Las Vegas Has More Restaurants Per Capita Than Almost Anywhere — And More Grease Trap Failures
Las Vegas’s hospitality economy means the city is packed with food service operations at every scale: Strip megaresorts with industrial-scale kitchens, neighborhood Chinese and Mexican restaurants that have operated for decades, food courts in every major casino and mall, ghost kitchen warehouses in North Las Vegas, and a rapidly expanding fast-casual corridor along the major suburban thoroughfares in Summerlin and Henderson.
Every one of those kitchens produces fats, oils, and grease — FOG — that cannot legally enter the municipal sewer system without being intercepted first. That’s what a grease trap or interceptor does. And when it’s not maintained, it doesn’t just stop working quietly. It backs up drains, floods kitchen floors, and triggers the kind of Southern Nevada Health District inspection result that puts a restaurant’s operating permit at risk.
Drip Doctors is a licensed commercial plumber serving the Las Vegas Valley with grease trap installation, cleaning, repair, and compliance documentation. We understand the stakes for a food service operation — a failed grease trap during dinner service on a Friday night is not an inconvenience, it’s a crisis.
Grease Trap vs. Grease Interceptor: What Clark County Requires
The terminology matters because the regulatory requirements differ significantly.
Grease Traps (Indoor)
Indoor grease traps are smaller passive devices — typically between 35 and 100 gallons — installed directly beneath a sink or on the floor drain near kitchen prep areas. They use gravity separation to capture grease before it enters the drain line. Indoor traps are commonly specified for lower-volume operations: coffee shops, small delis, bars with limited food preparation, and concession-style outlets.
Because of their small capacity, indoor traps fill quickly and require frequent service — often every two to four weeks for active kitchens. Neglecting an indoor trap leads to grease bypassing the device entirely and accumulating in drain lines, which eventually causes a full blockage.
Grease Interceptors (Outdoor)
Outdoor grease interceptors are large precast concrete or fiberglass vaults buried outside the building in the parking lot or service area. Sizes range from 750 gallons to 2,500 gallons or larger for high-volume kitchens. A full-service restaurant with a hood system, fryers, and multiple prep sinks will almost always require an outdoor interceptor.
Clark County Environmental Health and the Southern Nevada Health District use a sizing worksheet based on your kitchen’s total fixture drain flow rate (gallons per minute) and a retention time factor. Getting this calculation right at buildout prevents the expensive and disruptive process of replacing an undersized unit two years into operations.
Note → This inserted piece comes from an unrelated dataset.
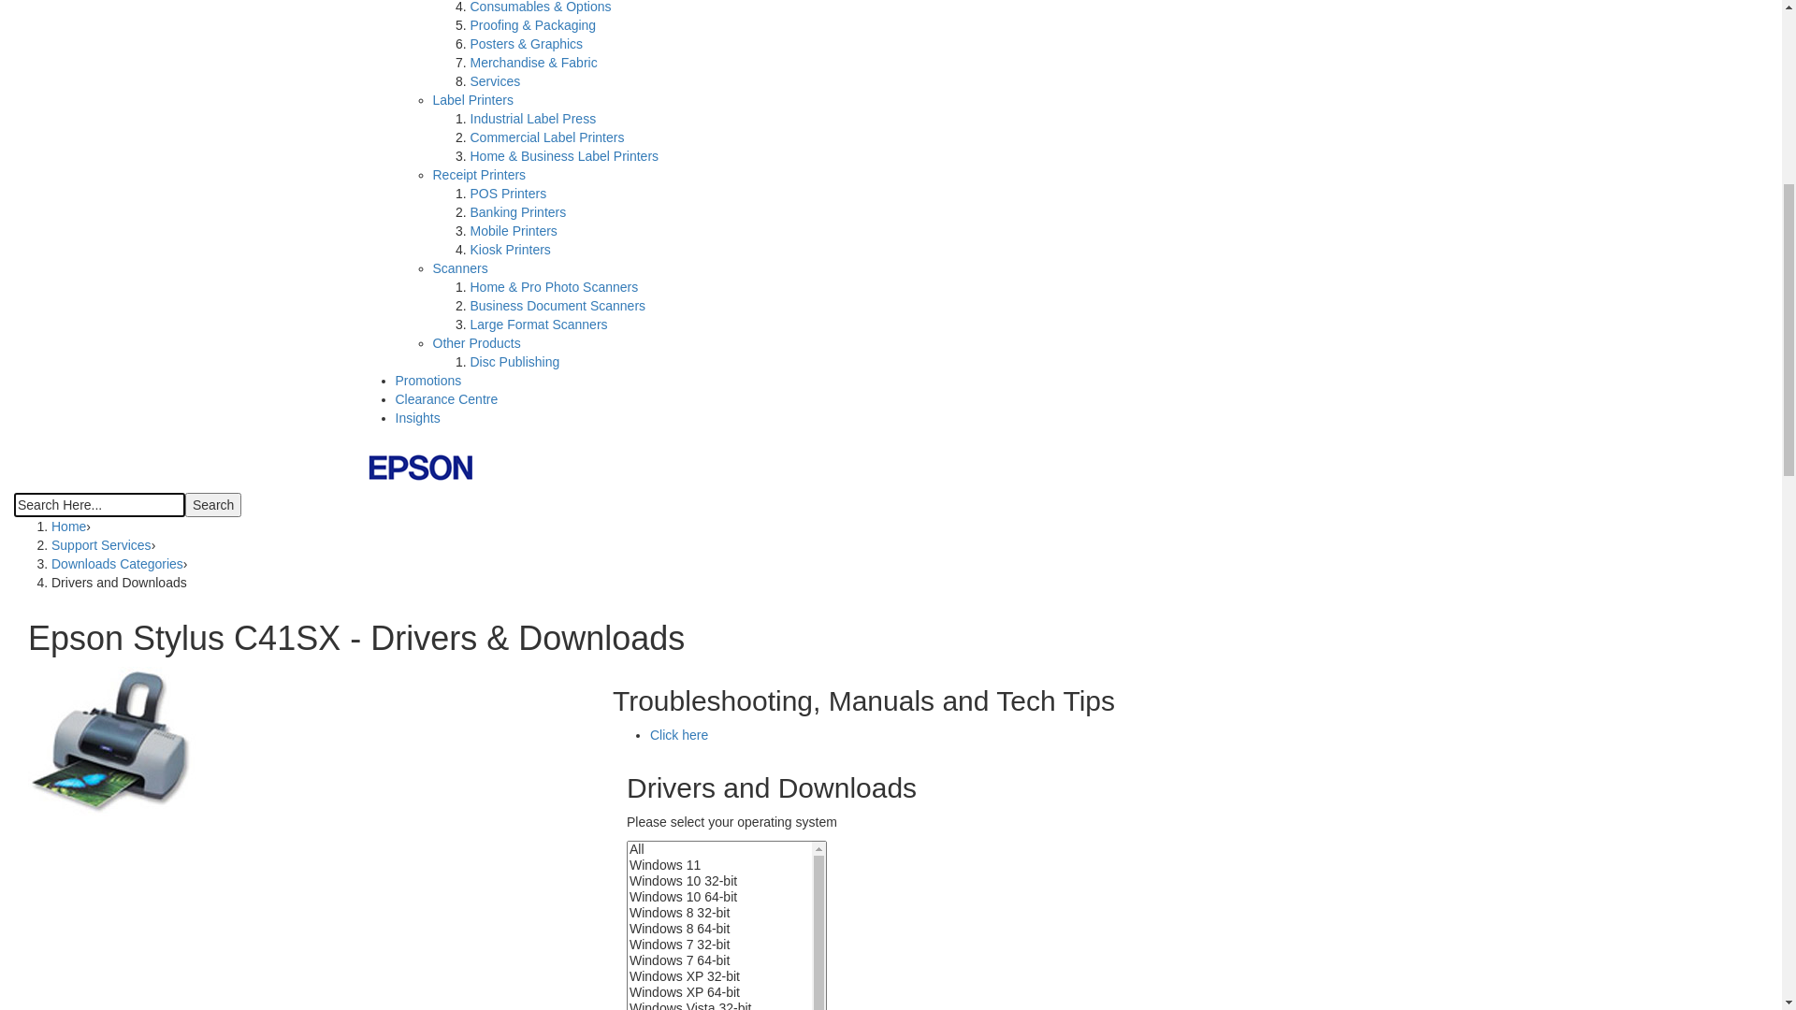 This screenshot has height=1010, width=1796. I want to click on Inks & Papers, so click(473, 354).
Installation: New Restaurant and Tenant Improvement
For new restaurant buildouts or conversions of existing commercial space, grease trap or interceptor installation is part of the tenant improvement plumbing scope. Drip Doctors handles the full installation:
- Sizing calculation based on your kitchen plans and menu concept
- Permit submittal with Clark County Building Department and coordination with SNHD plan review
- Excavation and vault placement for outdoor interceptors (we coordinate excavation)
- Connection to kitchen drain lines and sewer lateral
- Access riser installation for easy future pumping
- Inspection and documentation for your certificate of occupancy file
We install both concrete and fiberglass interceptors and have completed installations for independent restaurants, franchises, food halls, and ghost kitchens throughout the Las Vegas Valley, including the dense restaurant corridors along Rainbow/Flamingo in Spring Valley, Green Valley in Henderson, and Downtown Summerlin.
Pumping, Cleaning, and Compliance Service
Once installed, a grease trap or interceptor requires regular pumping by a licensed waste hauler — and in Clark County, it also requires documentation that your device was serviced and that the waste was disposed of at an approved facility. SNHD inspectors ask for service manifests during routine inspections.
Drip Doctors coordinates pumping through licensed grease waste haulers and handles the plumbing side of grease trap service: inspecting the device after pumping, checking inlet and outlet baffles, cleaning the pipe connections, and noting any structural issues that need repair. We can set up a recurring service schedule so you receive a reminder before your trap is due — rather than discovering the problem when your kitchen floor drain starts backing up.
When a grease trap fails mechanically — a cracked baffle, a damaged lid, a broken inlet connection — we repair or replace the affected components. For drain cleaning of the lines downstream of a grease trap that have accumulated FOG buildup, we use high-pressure hydro-jetting to restore full flow. If you’re concerned about the condition of your lateral between the interceptor and the city main, a sewer camera inspection gives you a clear picture.
For Las Vegas food service operators opening a new location, expanding a kitchen, or dealing with a compliance notice, call Drip Doctors for grease trap service that keeps you operating — and keeps SNHD off your back.